Measurement transcription data
____

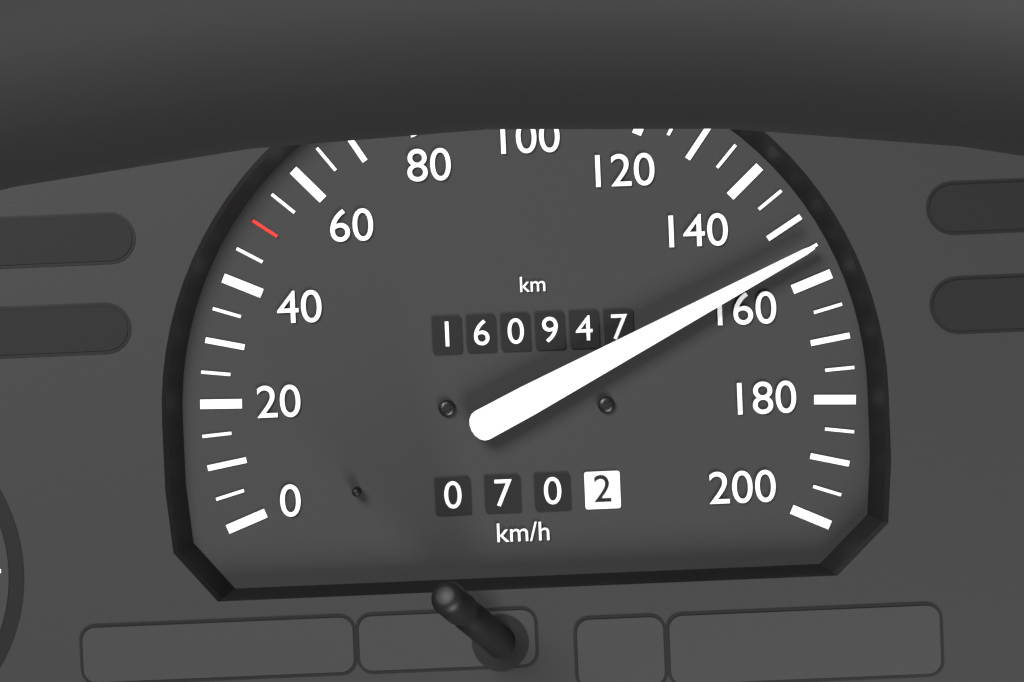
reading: 155 km/h
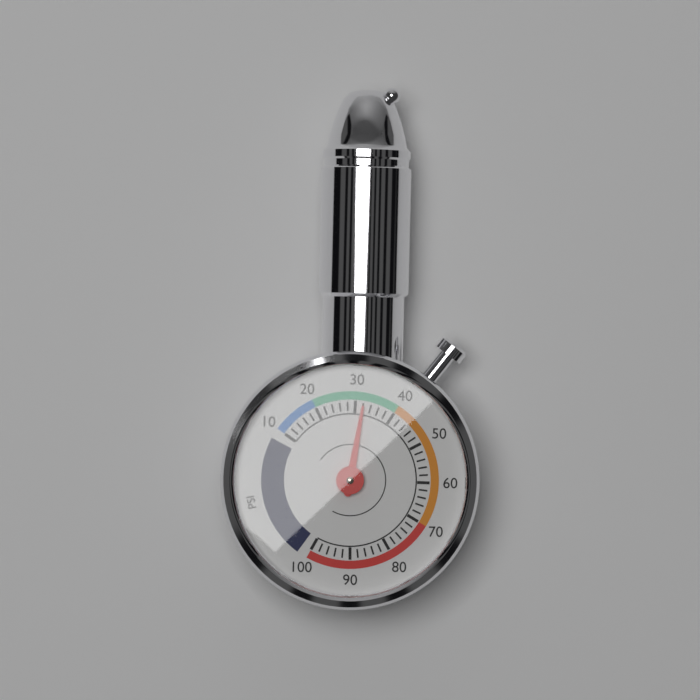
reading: 32 psi
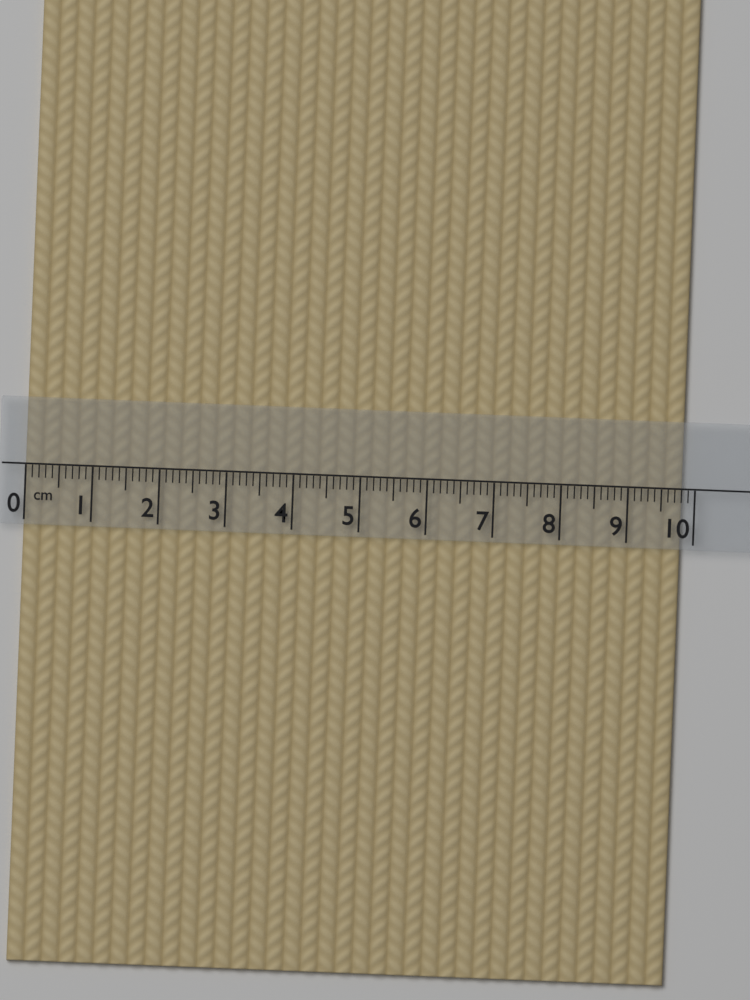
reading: 9.8 cm
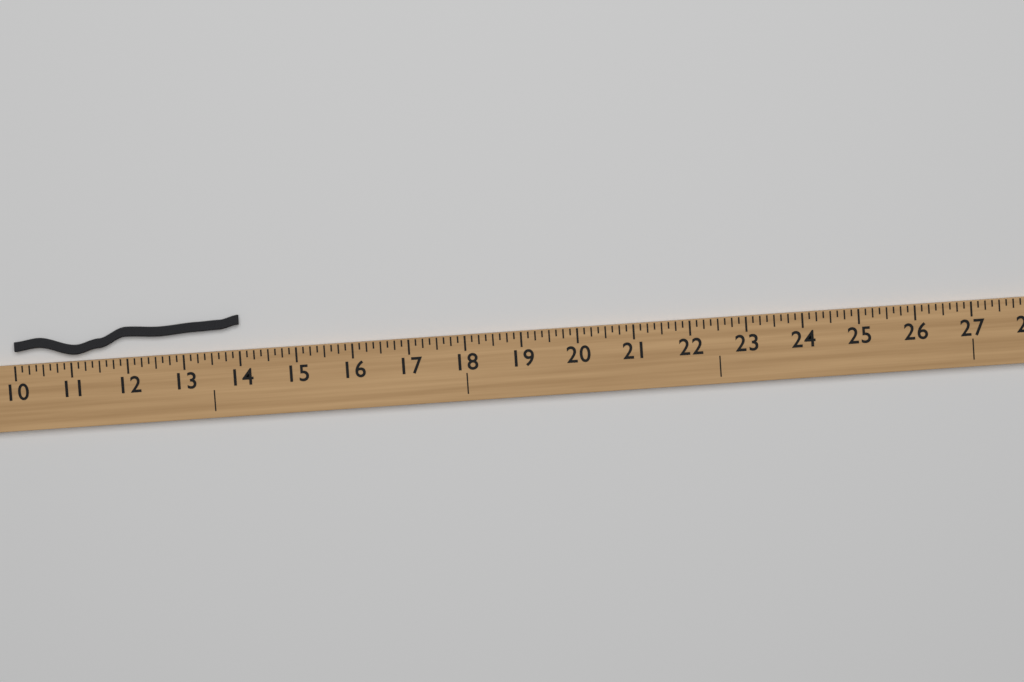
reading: 14.000 (no unit)
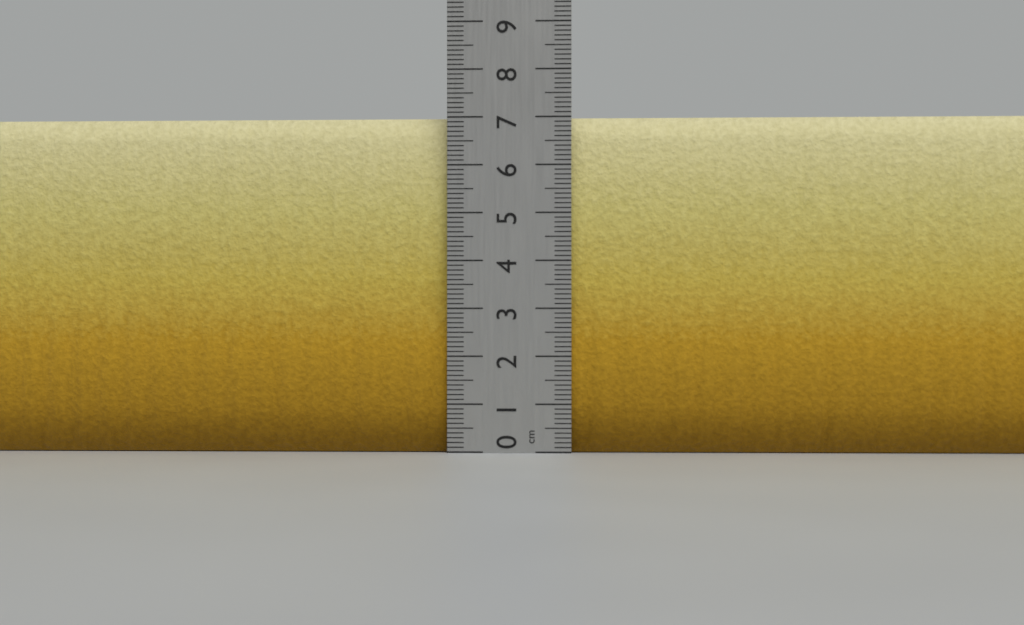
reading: 7.0 cm
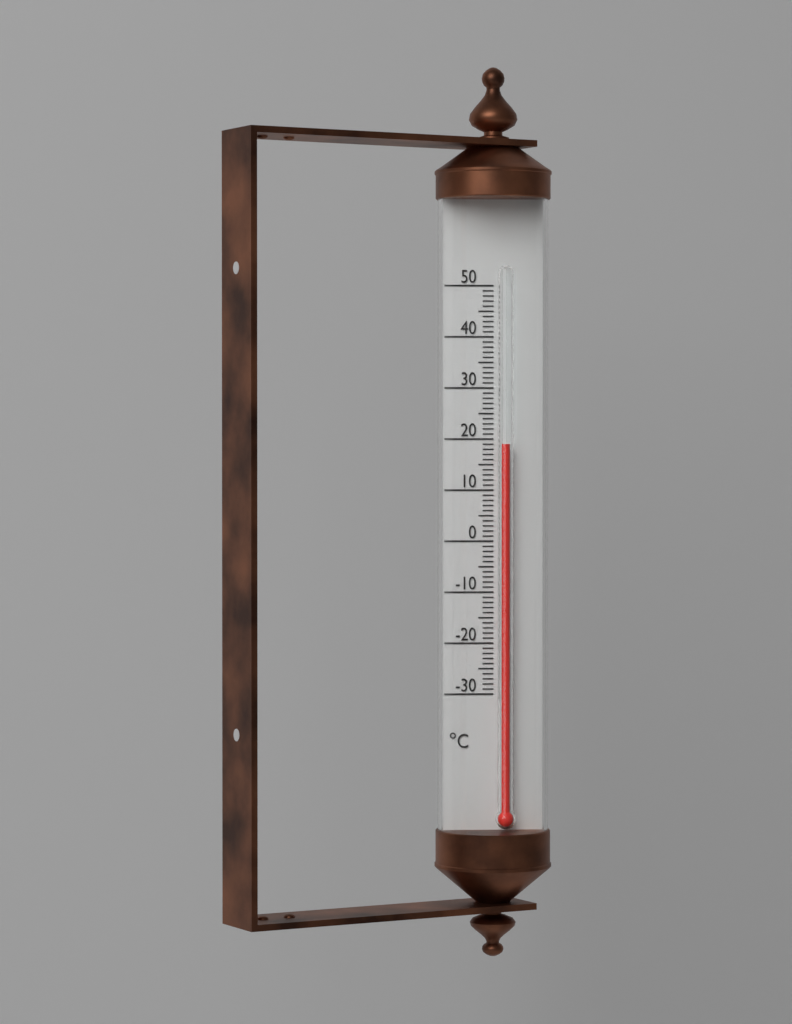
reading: 19 °C
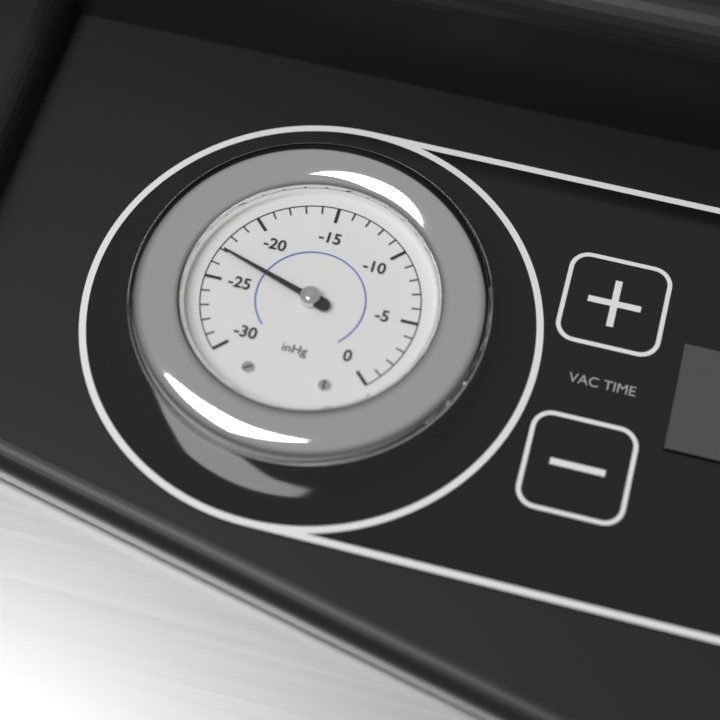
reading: -23 inHg
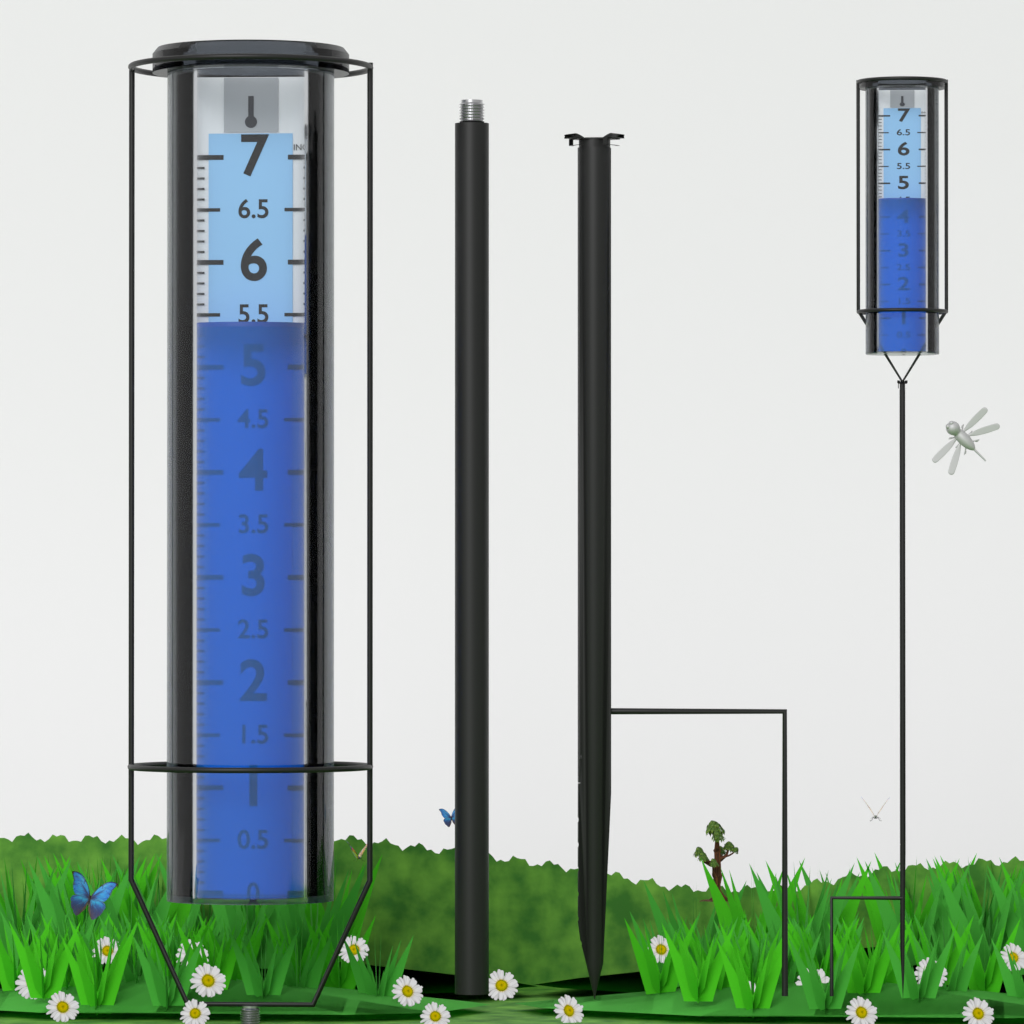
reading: 5.4 in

____

**Task instructions**
Output all data exactly, omitting images.

**Solution to this task**
reading: 155 km/h
reading: 32 psi
reading: 9.8 cm
reading: 14.000 (no unit)
reading: 7.0 cm
reading: 19 °C
reading: -23 inHg
reading: 5.4 in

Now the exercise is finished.